What!? 2004 was ten years ago? Already!? How's that even possible? It was a truly magnificent year for pop music and whenever I hear any of it I'm immediately catapulted back there, like it was only yesterday. It's hard to believe a decade's passed already. 2003 albums by Dido, Jet and Black Eyed Peas kept shifting big numbers in 2004. Anastasia was back after a few quiet years and Maroon 5 finally had a huge international hit on their hands in the form of their slow-burning 2002 debut. There was also a whole bunch of debut albums released in 2004 by artists who'd go on to become some of the biggest acts of the 2000s. So let's revisit ten albums that turn ten this year. I wonder how many of them have stood the test of time?
10. Alanis Morissette - So Called Chaos
RELEASED: 18 May 2004 Without her defining 1995 album "Jagged Little Pill" the world might never have heard of Her Royal Highness, The Queen of Canadian Music. But with each subsequent album sales declined, hits dried up and by the time her sixth studio album "So-Called Chaos" came along, it didn't even go to #1 in Canada. Of the three singles from the album, dull lead single "Everything" was a minor hit worldwide, while both "Out Is Through" and "Eight Easy Steps" sank without trace almost everywhere. There's nothing especially wrong with "So-Called Chaos". It's relatively mainstream and inoffensive, with "Doth I Protest Too Much" a stand-out. This is clearly an album by an older, calmer, happier Alanis. And ten years later? I didn't care for it much ten years ago and I don't care for it any more or less today. It still sounds like an attempted re-imagining of "Jagged Little Pill", which is all well and good except that two key ingredients of "Jagged Little Pill" are missing from "So-Called Chaos": 20 year old Alanis and her breathtaking attitude - the two things that made "Jagged Little Pill" so good.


- EXERCISE REQUIREMENTS: Every line from the one holding "This screenshot has height=513, width=1028." through the last line of the records must be retyped exactly, and no other line or picture may appear in the copy.

Collected data:
################

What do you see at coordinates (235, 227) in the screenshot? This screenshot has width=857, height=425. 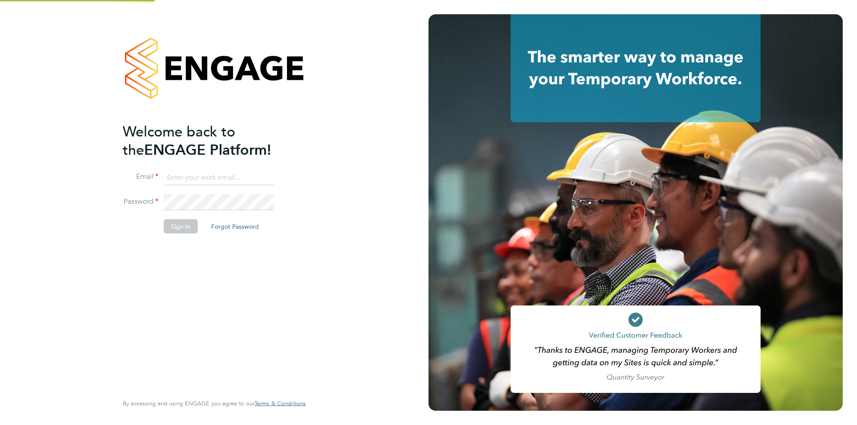 I see `button: Forgot Password` at bounding box center [235, 227].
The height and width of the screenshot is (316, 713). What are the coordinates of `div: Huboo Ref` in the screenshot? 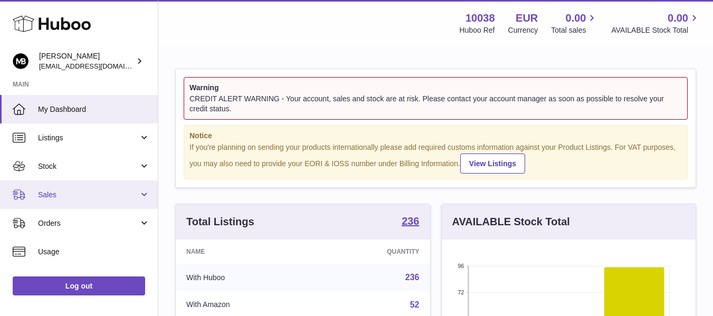 It's located at (477, 30).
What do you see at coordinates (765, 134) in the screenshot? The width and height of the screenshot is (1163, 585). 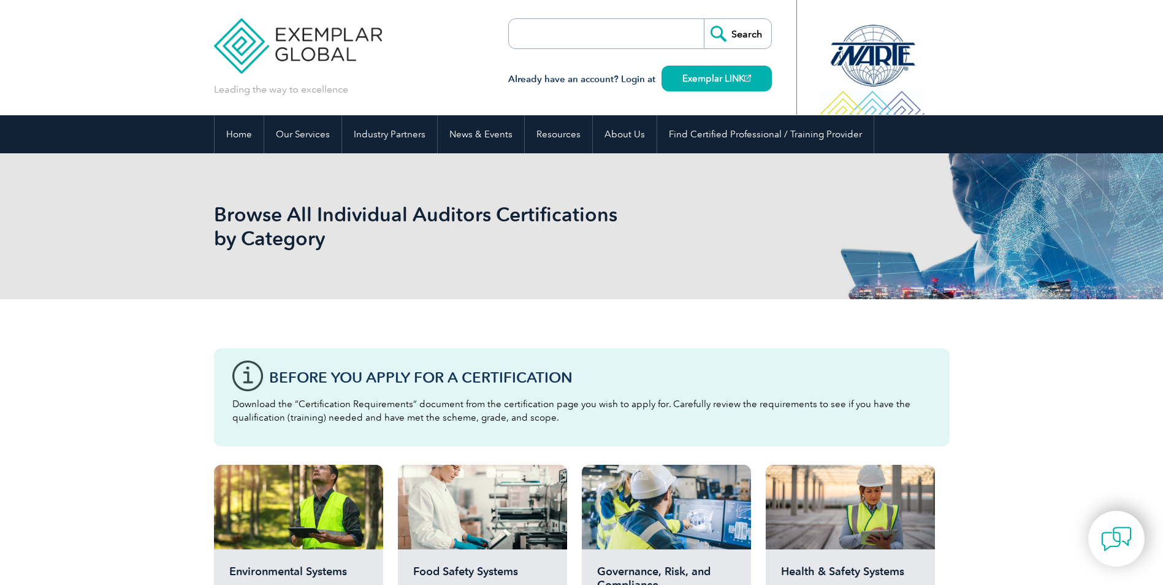 I see `a: Find Certified Professional / Training Provider` at bounding box center [765, 134].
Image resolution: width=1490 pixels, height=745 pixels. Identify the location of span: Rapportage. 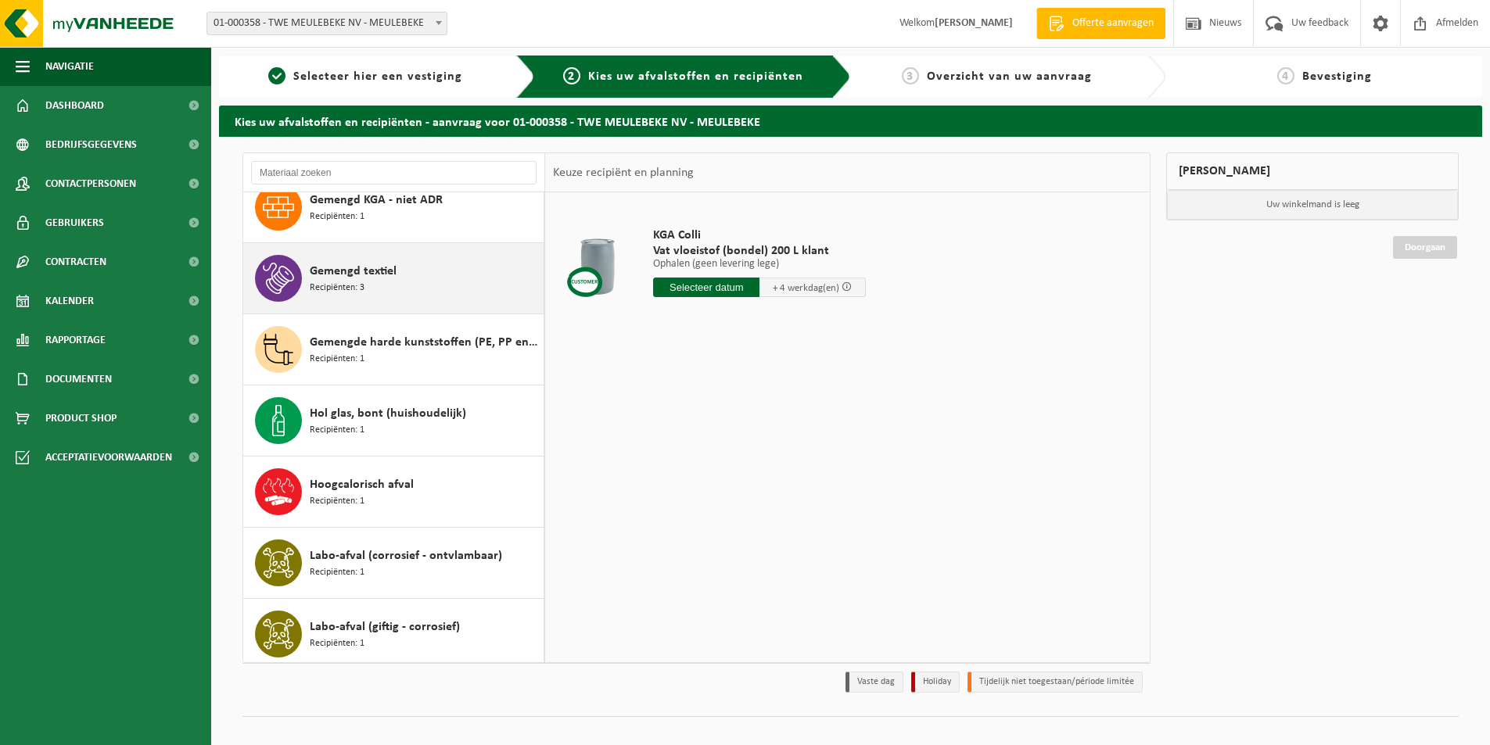
(75, 340).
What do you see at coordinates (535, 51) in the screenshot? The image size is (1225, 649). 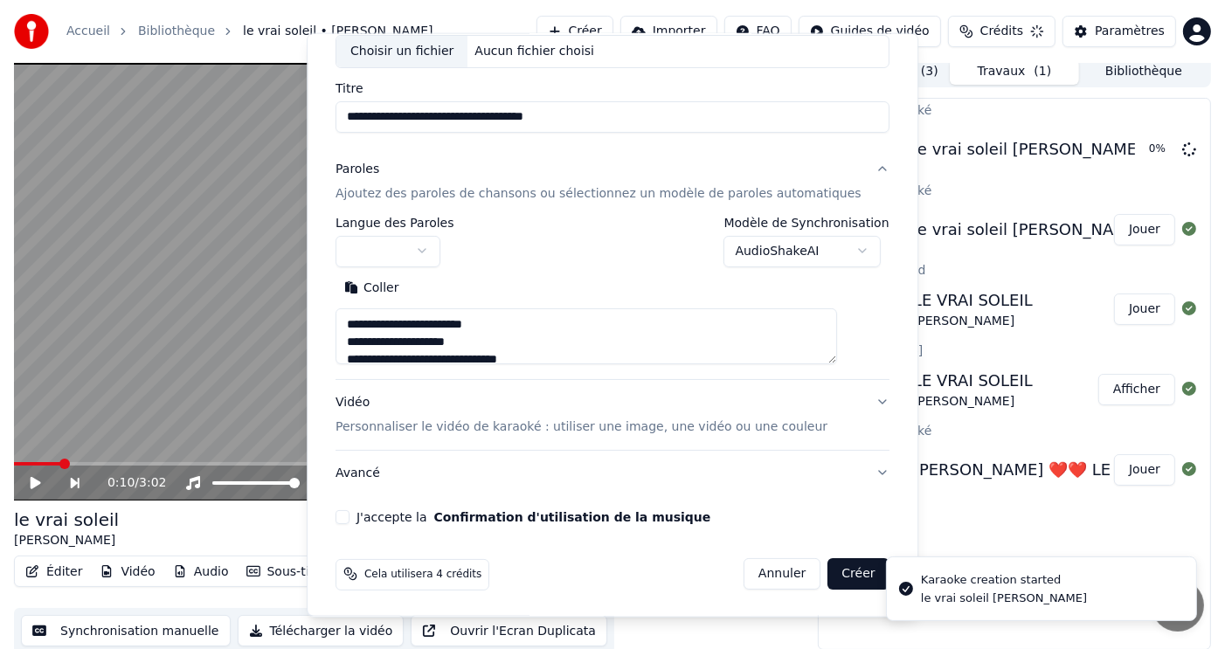 I see `div: Aucun fichier choisi` at bounding box center [535, 51].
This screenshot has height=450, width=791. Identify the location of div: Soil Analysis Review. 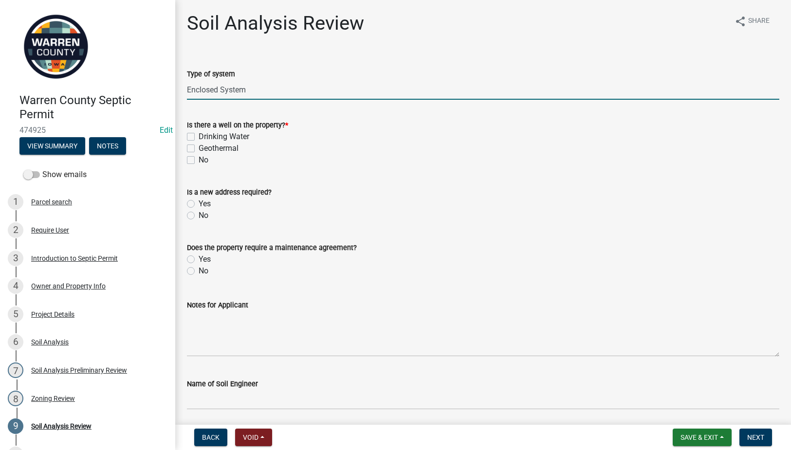
(61, 427).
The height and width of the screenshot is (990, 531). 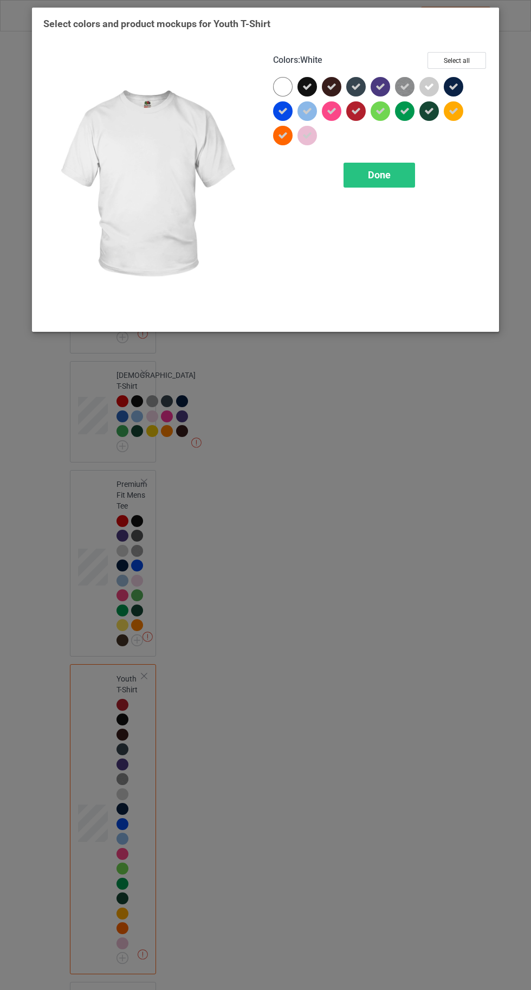 What do you see at coordinates (405, 87) in the screenshot?
I see `img: heather_texture.png` at bounding box center [405, 87].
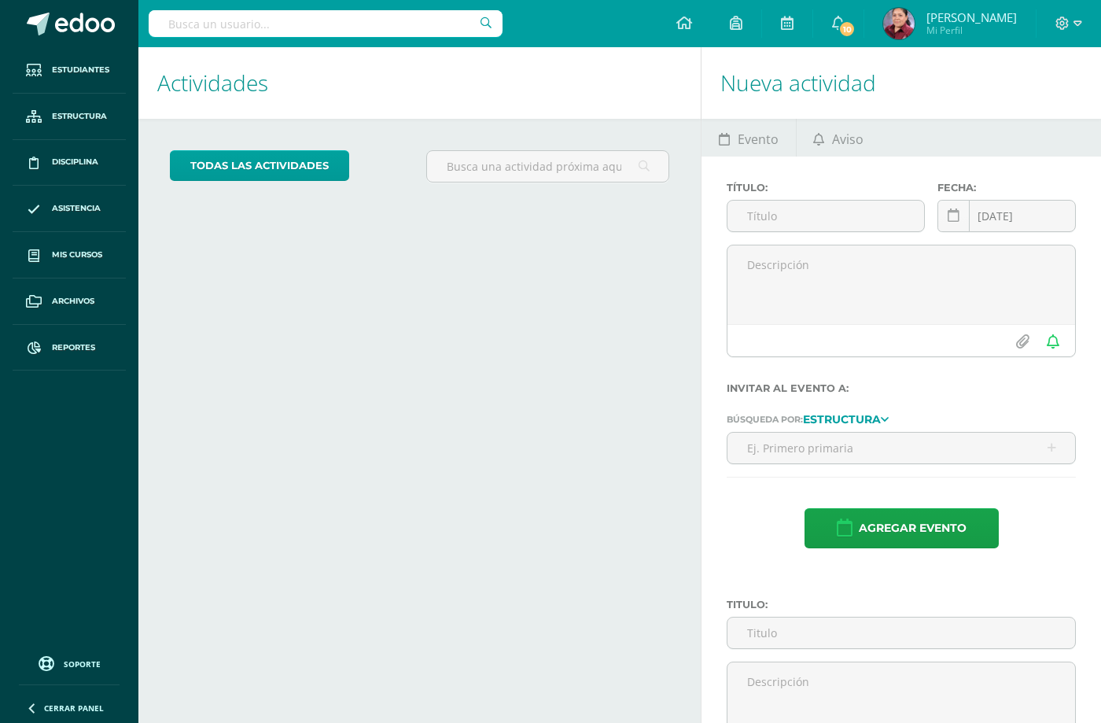  Describe the element at coordinates (419, 83) in the screenshot. I see `h1: Actividades` at that location.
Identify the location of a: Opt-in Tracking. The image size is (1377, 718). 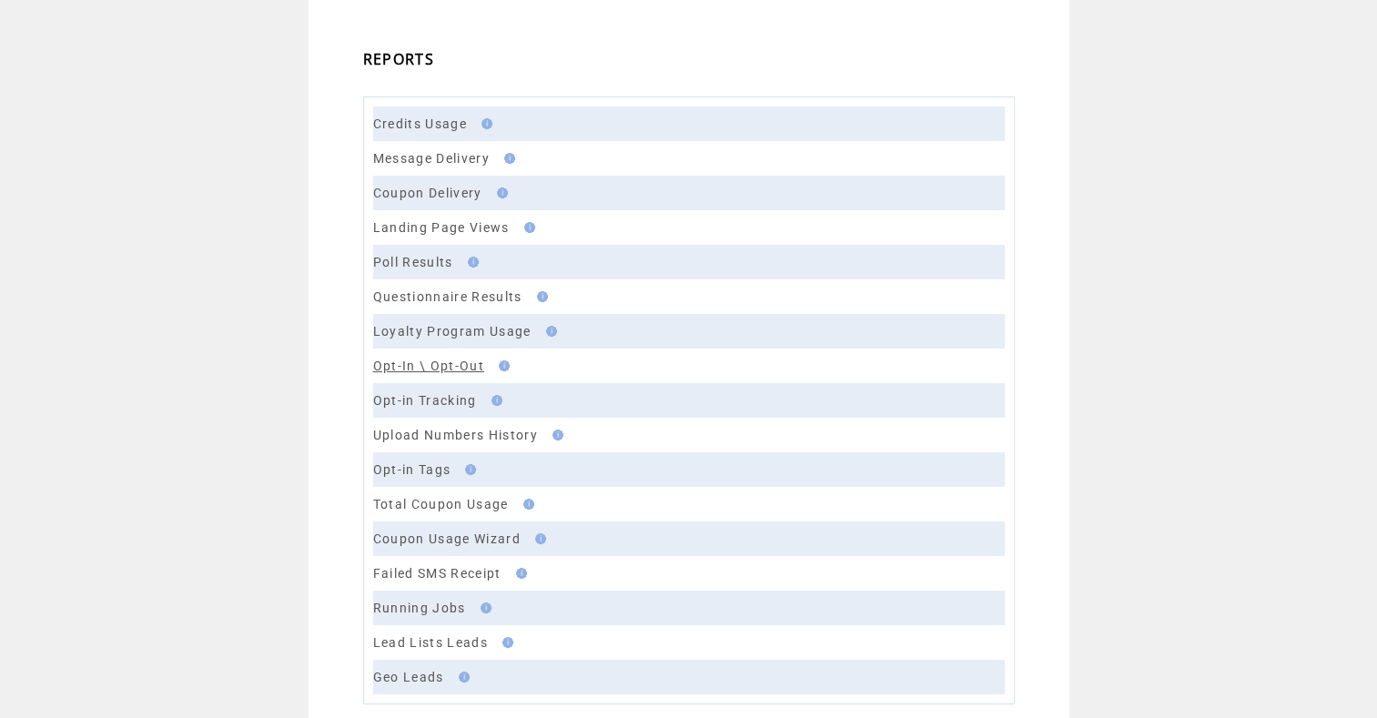
(425, 401).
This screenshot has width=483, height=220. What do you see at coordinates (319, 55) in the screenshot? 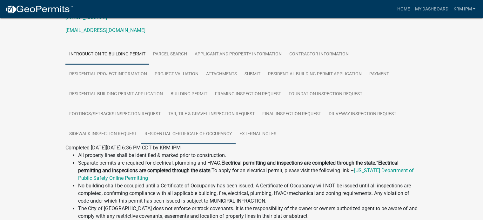
I see `a: Contractor Information` at bounding box center [319, 55].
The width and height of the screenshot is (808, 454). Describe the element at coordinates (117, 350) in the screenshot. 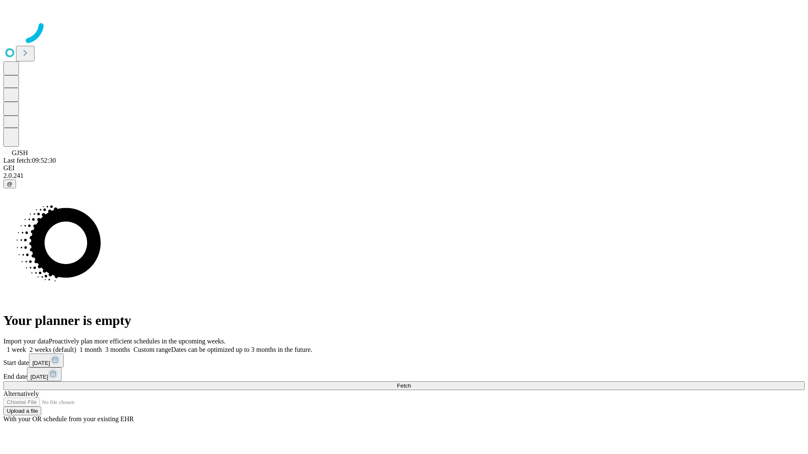

I see `span: 3 months` at that location.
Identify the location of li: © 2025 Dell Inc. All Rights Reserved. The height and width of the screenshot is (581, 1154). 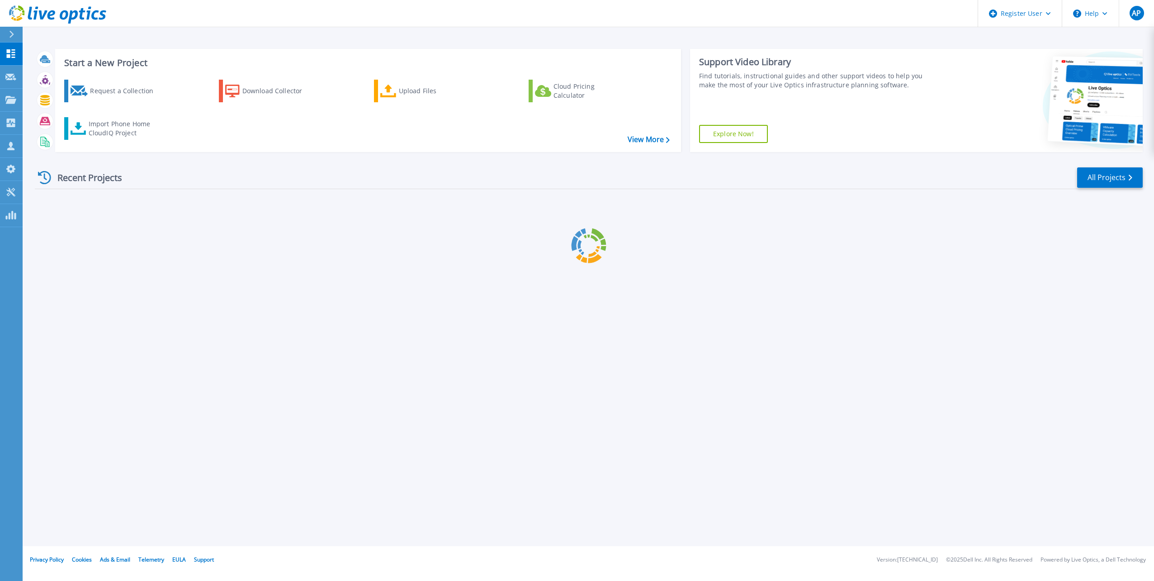
(989, 559).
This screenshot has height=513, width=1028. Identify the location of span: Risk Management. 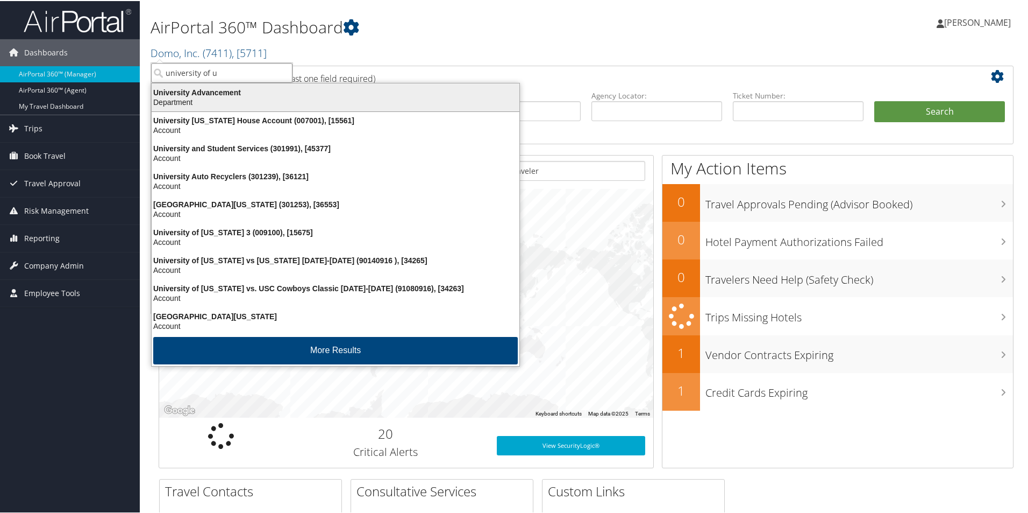
(56, 210).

################

- PROBLEM SOLUTION:
This screenshot has height=513, width=1028. Identify the location of span: Risk Management. 
(56, 210).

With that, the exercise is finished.